I went to see this mainly for Lesley Manville; I wasn't disappointed. The child of a taxi driver, Manville once planned to be a ballet dancer. But talent has a way of announcing itself. It seems strange to talk about self-discipline in a theater review--but one thing I admired about Manville was her training. She is seventy; she performs a role that is physically and emotionally exhausting; she does this every single night. And yet you never worry about whether her sense of command will "slip." She is just great at her job. At the same time, she is able to be feral, spontaneous, dangerously vulnerable. The minutes between her epiphany and her death are some of the most thrilling I've witnessed in a theater. Each of her moves "externalizes" her sense of torment; each tiny, tiny choice is captivating, sickening. People say that suicide occurs when you realize you're in a burning building; it would be insanity to remain in the building, to let the smoke and heat slowly, slowly do their work on your internal organs and your skin. Manville is finally like a robot that has malfunctioned. I'll never forget her last four or five minutes in this play.

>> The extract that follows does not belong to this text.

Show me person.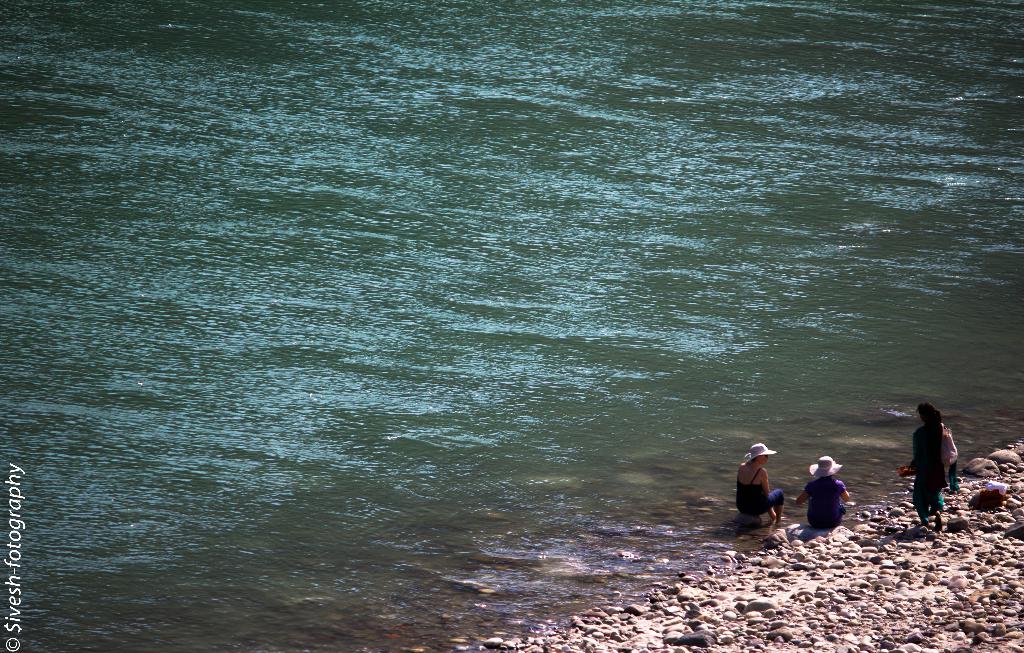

Mark Strong is terrific, as well.

Seeing "Oedipus" with a Barack Obama setting is (oddly) an invitation to think about Arthur Miller. When Miller wrote "All My Sons," he was thinking about Oedipus. The Jocasta story--coupled with a 21st century electoral battle--is really like a retelling of Arthur Miller's retelling. Here, Manville is retelling "All My Sons."

Bring it on, Laurie Metcalf. The Tony Awards might be unpredictable this year.